══ INPUT DATA ══

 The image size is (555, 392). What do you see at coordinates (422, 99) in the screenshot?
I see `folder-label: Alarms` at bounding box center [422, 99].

═══
══ INPUT DATA ══

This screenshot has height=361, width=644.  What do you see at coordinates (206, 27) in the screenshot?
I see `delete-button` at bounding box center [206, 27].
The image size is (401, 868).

═══
══ INPUT DATA ══

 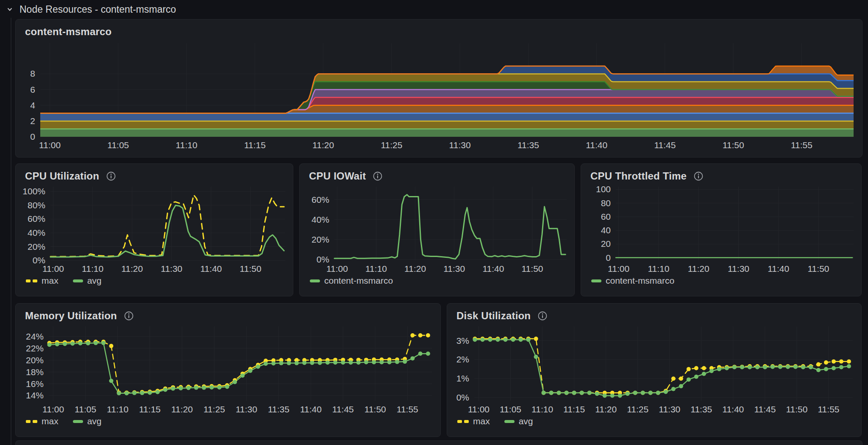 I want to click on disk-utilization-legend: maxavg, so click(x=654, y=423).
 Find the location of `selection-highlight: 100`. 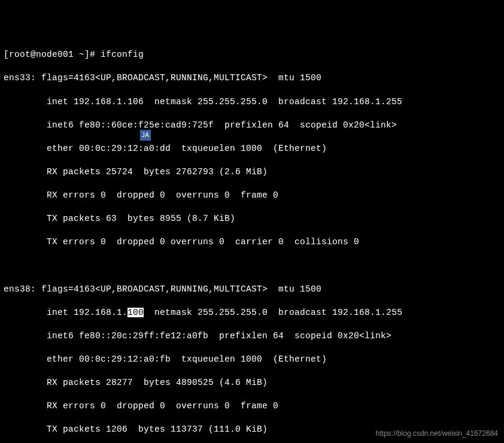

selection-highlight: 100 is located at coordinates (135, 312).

═══

• _PROBLEM STATEMENT_
Taking the records above, retype every line from the one with "This screenshot has" down to the one with "The image size is (401, 868).", exactly and with nothing else.

• _RESPONSE AREA_
This screenshot has height=361, width=644.  What do you see at coordinates (206, 27) in the screenshot?
I see `delete-button` at bounding box center [206, 27].
The image size is (401, 868).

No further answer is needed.